There are certain advantages to starting with a contemporary poem. Fewer footnotes, most likely, which means fewer opportunities for all of us to show our expertise: “In Shakespeare’s day the term ‘die’also known the moment of sexual consummation. So that’s a pun right there. And there’s an allusion—an indirect reference to religiomythicopastoralhistorical.”

Fewer preliminaries, too. Before I hand out Shakespeare’s sonnet about envying this man’s art and that man’s scope, I could want to do some free-writing with my class on which they most envy within their friends and enemies, perhaps how envy feels, and what they themselves possess that others might envy. This can help create a common context for the poem, so that the unfamiliar language and inverted word order won’t bring fifteen-year-olds to a grinding halt. Then I’d read it aloud—again, before they see it on the page in all its footnoted and eternal greatness. I might even memorize the poem so I really could present it with the conviction and urgency that eye contact can give.

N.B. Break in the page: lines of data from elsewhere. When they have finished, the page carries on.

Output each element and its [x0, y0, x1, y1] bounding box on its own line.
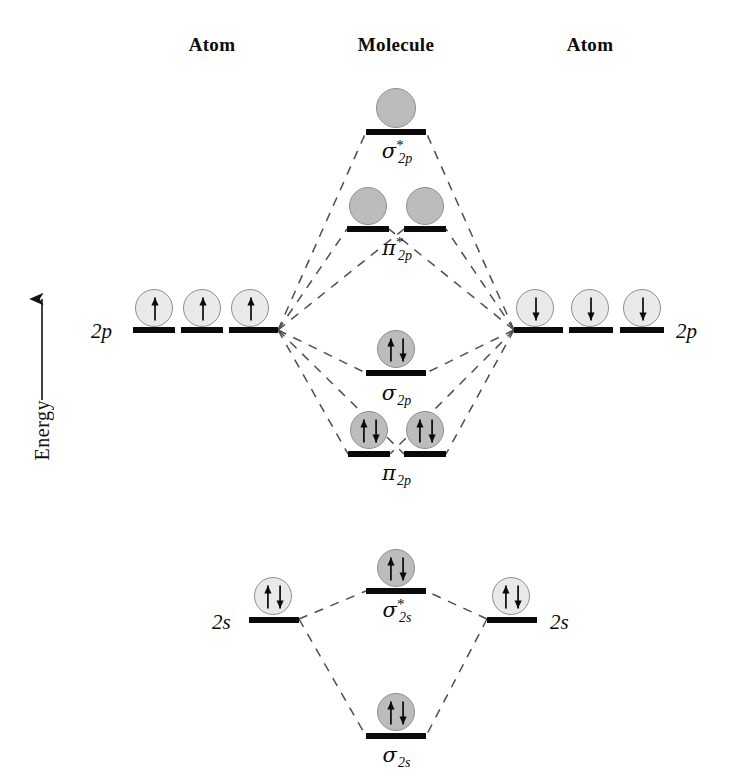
mo-label-subscript: 2p	[398, 152, 412, 166]
orbital-circle-filled-sigma-star-2s	[377, 549, 415, 587]
energy-level-bar-sigma-star-2p	[366, 129, 426, 135]
spin-down-arrow	[587, 298, 594, 321]
energy-level-bar-sigma-2p	[366, 370, 426, 376]
correlation-line-11	[446, 330, 514, 454]
mo-label-sigma-2s: σ2s	[383, 745, 410, 766]
energy-level-bar-atom-right-2s	[487, 617, 537, 623]
mo-label-subscript: 2s	[399, 611, 411, 625]
correlation-line-4	[278, 330, 366, 373]
spin-down-arrow	[399, 558, 406, 581]
spin-up-arrow	[199, 298, 206, 321]
spin-up-arrow	[247, 298, 254, 321]
spin-down-arrow	[532, 298, 539, 321]
energy-axis-arrow	[28, 288, 58, 408]
orbital-circle-filled-atom-right-2p-3	[623, 289, 661, 327]
orbital-circle-filled-sigma-2s	[377, 693, 415, 731]
column-header-molecule-1: Molecule	[358, 34, 434, 56]
spin-down-arrow	[399, 339, 406, 362]
energy-level-bar-sigma-2s	[366, 733, 426, 739]
column-header-atom-2: Atom	[567, 34, 614, 56]
correlation-line-15	[426, 591, 487, 619]
spin-up-arrow	[387, 558, 394, 581]
level-label-atom-right-2s: 2s	[550, 610, 569, 635]
energy-axis-label: Energy	[31, 400, 54, 460]
spin-down-arrow	[399, 702, 406, 725]
mo-label-glyph: π	[382, 461, 396, 485]
mo-label-subscript: 2p	[397, 394, 411, 408]
orbital-circle-filled-atom-right-2s	[492, 577, 530, 615]
orbital-circle-empty-sigma-star-2p	[376, 88, 416, 128]
orbital-circle-filled-atom-right-2p-1	[516, 289, 554, 327]
mo-diagram-canvas: Energy AtomMoleculeAtom σ*2pπ*2p2p2pσ2pπ…	[0, 0, 750, 776]
mo-label-sigma-2p: σ2p	[382, 383, 410, 404]
mo-label-subscript: 2p	[397, 474, 411, 488]
mo-label-sigma-star-2p: σ*2p	[382, 141, 410, 162]
correlation-line-2	[278, 229, 347, 330]
spin-down-arrow	[514, 586, 521, 609]
orbital-circle-empty-pi-star-2p-2	[406, 187, 444, 225]
orbital-circle-filled-atom-right-2p-2	[571, 289, 609, 327]
mo-label-pi-star-2p: π*2p	[382, 238, 410, 259]
orbital-circle-empty-pi-star-2p-1	[349, 187, 387, 225]
energy-level-bar-sigma-star-2s	[366, 588, 426, 594]
spin-down-arrow	[372, 420, 379, 443]
spin-down-arrow	[276, 586, 283, 609]
mo-label-glyph: σ	[382, 139, 396, 163]
level-label-atom-right-2p: 2p	[676, 319, 697, 344]
column-header-atom-0: Atom	[189, 34, 236, 56]
orbital-circle-filled-atom-left-2s	[254, 577, 292, 615]
energy-level-bar-atom-left-2s	[249, 617, 299, 623]
spin-up-arrow	[387, 702, 394, 725]
mo-label-subscript: 2s	[398, 756, 410, 770]
spin-up-arrow	[360, 420, 367, 443]
correlation-line-16	[426, 619, 487, 736]
level-label-atom-left-2p: 2p	[91, 319, 112, 344]
spin-down-arrow	[639, 298, 646, 321]
correlation-line-5	[278, 330, 348, 454]
mo-label-glyph: σ	[382, 381, 396, 405]
orbital-circle-filled-atom-left-2p-2	[183, 289, 221, 327]
correlation-line-8	[446, 229, 514, 330]
energy-level-bar-pi-2p-2	[404, 451, 446, 457]
mo-label-pi-2p: π2p	[382, 463, 410, 484]
mo-label-glyph: π	[382, 236, 396, 260]
orbital-circle-filled-atom-left-2p-3	[231, 289, 269, 327]
spin-up-arrow	[264, 586, 271, 609]
correlation-line-10	[426, 330, 514, 373]
mo-label-subscript: 2p	[398, 249, 412, 263]
orbital-circle-filled-pi-2p-1	[350, 411, 388, 449]
energy-level-bar-pi-star-2p-1	[347, 226, 389, 232]
level-label-atom-left-2s: 2s	[212, 610, 231, 635]
mo-label-glyph: σ	[383, 743, 397, 767]
energy-level-bar-pi-2p-1	[348, 451, 390, 457]
correlation-line-13	[299, 591, 366, 619]
mo-label-glyph: σ	[383, 598, 397, 622]
orbital-circle-filled-sigma-2p	[377, 330, 415, 368]
spin-up-arrow	[387, 339, 394, 362]
correlation-lines-layer	[0, 0, 750, 776]
energy-level-bar-pi-star-2p-2	[404, 226, 446, 232]
spin-up-arrow	[416, 420, 423, 443]
spin-up-arrow	[151, 298, 158, 321]
orbital-circle-filled-pi-2p-2	[406, 411, 444, 449]
mo-label-sigma-star-2s: σ*2s	[383, 600, 410, 621]
correlation-line-14	[299, 619, 366, 736]
spin-up-arrow	[502, 586, 509, 609]
orbital-circle-filled-atom-left-2p-1	[135, 289, 173, 327]
spin-down-arrow	[428, 420, 435, 443]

Another reason to begin with some current poems is that the contemporary poet is less susceptible to view a poem as a way to do some overt teaching: “Additionally they serve who only stand and wait.” “The appropriate study of mankind is man.” Teenagers get enough of this from their parents and from us, so it’s not surprising when they prefer poems that give them a tad bit more leeway—that let them burrow (or skim) to see what the poem must offer them, not Mankind.